If it’s true what they say, that our bodies are 67 percent made out of water, what mysteries could we discover in the depths of those inner oceans? This question came to me when first experiencing Marcela Bolivar’s enchanting photo painting Written in Waters. Some photographers paint with light, but Marcela takes things a step further and creates a unique blend of the painterly and the picturesque. Her visual poems summon an ethereal atmosphere that invite the viewer into a mystery that we may or may not uncover. The central figure of this piece feels like a man trying to connect with some imagined or real moment of the past. The fleshy frame that surrounds the murky depths of this ‘body of water’ seem to bind it to a moment long gone.

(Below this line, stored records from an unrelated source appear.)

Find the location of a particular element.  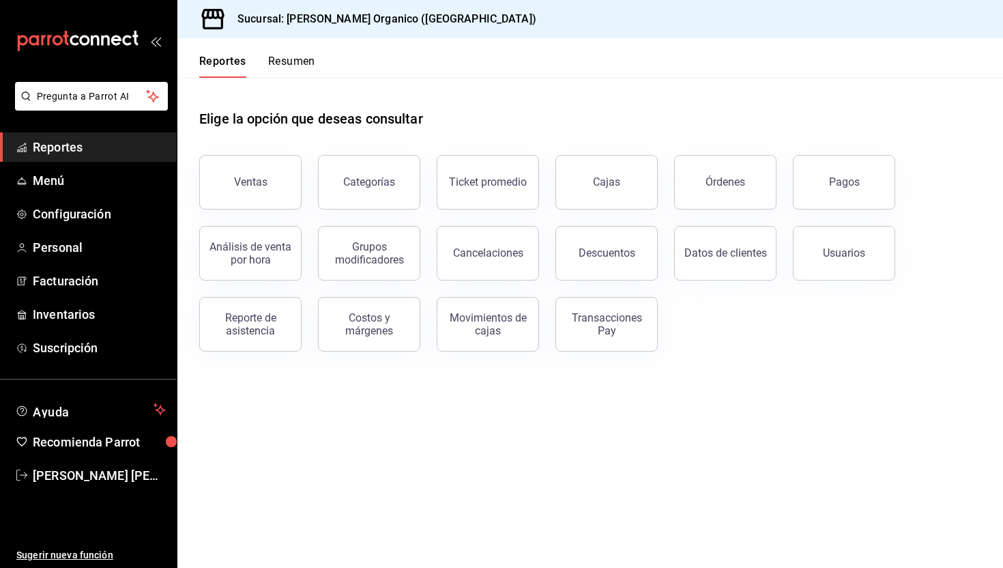

div: Costos y márgenes is located at coordinates (369, 324).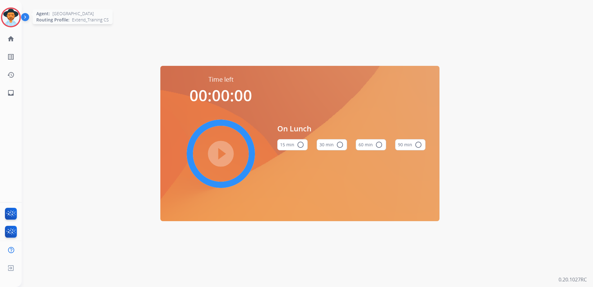 Image resolution: width=593 pixels, height=287 pixels. I want to click on button: 60 min, so click(371, 145).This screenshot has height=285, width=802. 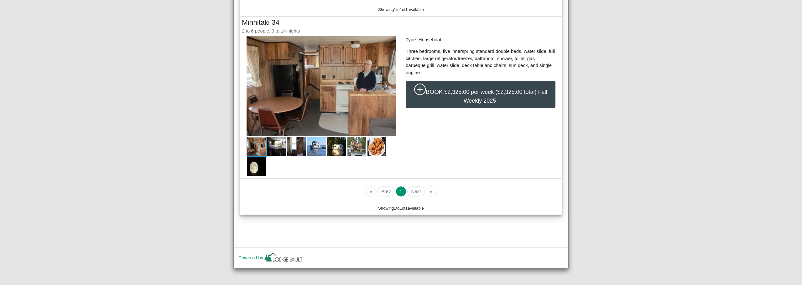 I want to click on h4: Minnitaki 34, so click(x=401, y=22).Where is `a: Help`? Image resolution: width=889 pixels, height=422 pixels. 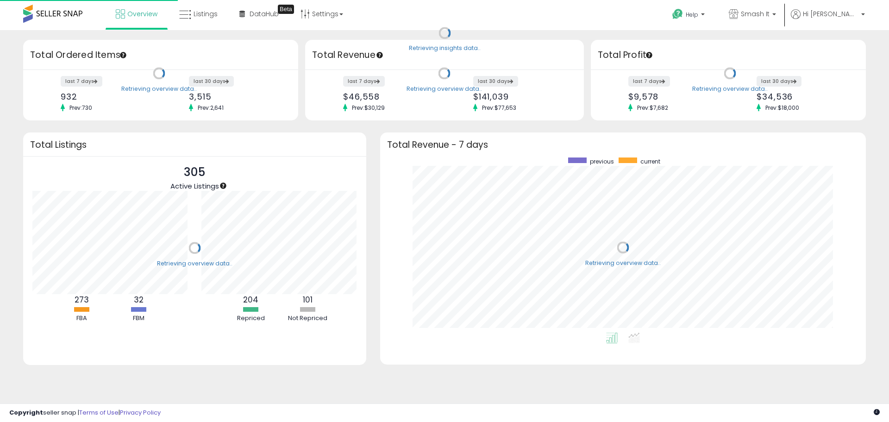 a: Help is located at coordinates (690, 16). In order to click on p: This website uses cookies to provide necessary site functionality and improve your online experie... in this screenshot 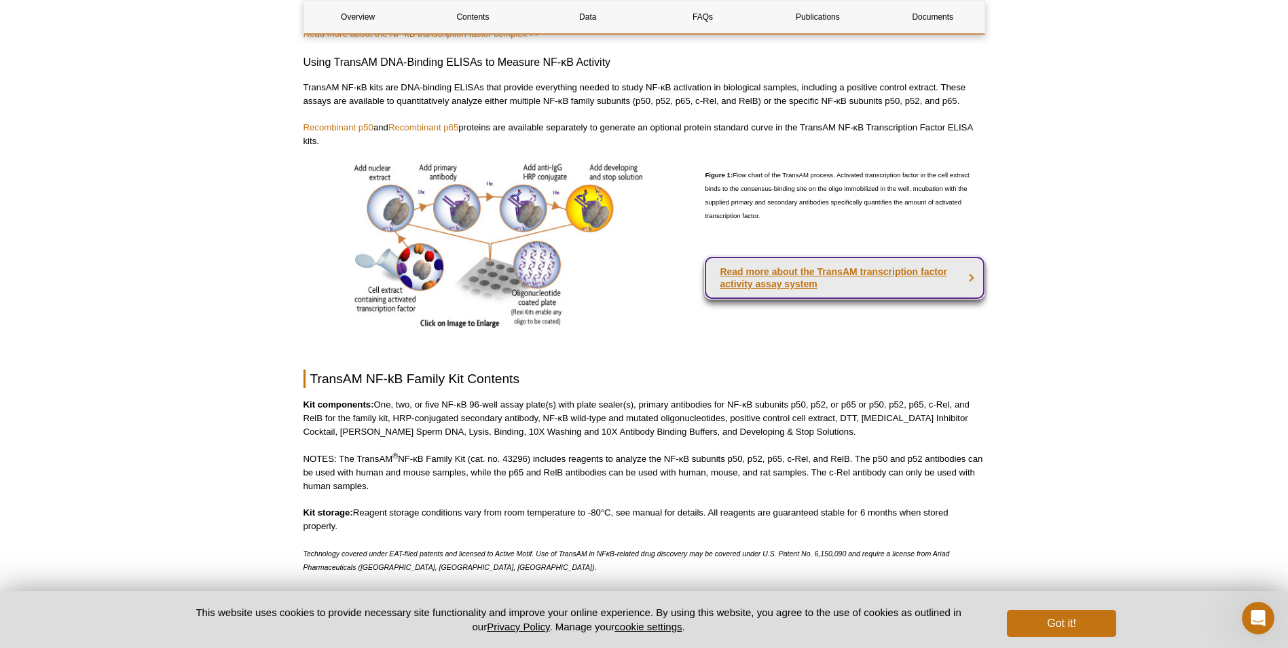, I will do `click(578, 619)`.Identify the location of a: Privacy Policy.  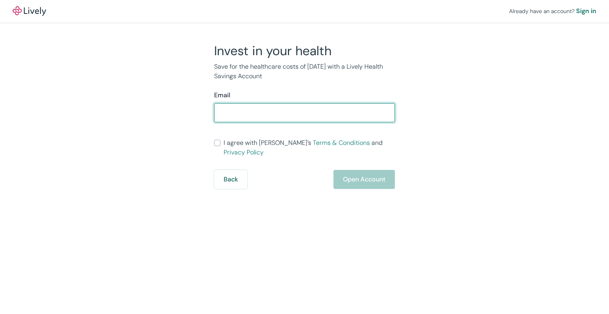
(243, 152).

The shadowy, reflected figure could be a lost lover or a forgotten friend, someone who was once important but now feels in danger of vanishing into the seas of time. Interesting is how the whole piece has the sense of being slightly submerged, with its out of focus edges and the blends of blue and white that paint the sky. Something I always love about digital art is how artists like Marcela find ways to re-invent different media to suit their stories and how the boundaries between artistic formats thus begin to ripple and blur. Coming from South America but currently living in Germany, Marcela is a creative whose visual sensibility manages to always make it feel like she’s shaping dreams. Not happy slumbers per se and maybe after a while, we do want to wake up, but like any powerful experience, the imagery still stays with us for a long time after it’s ended.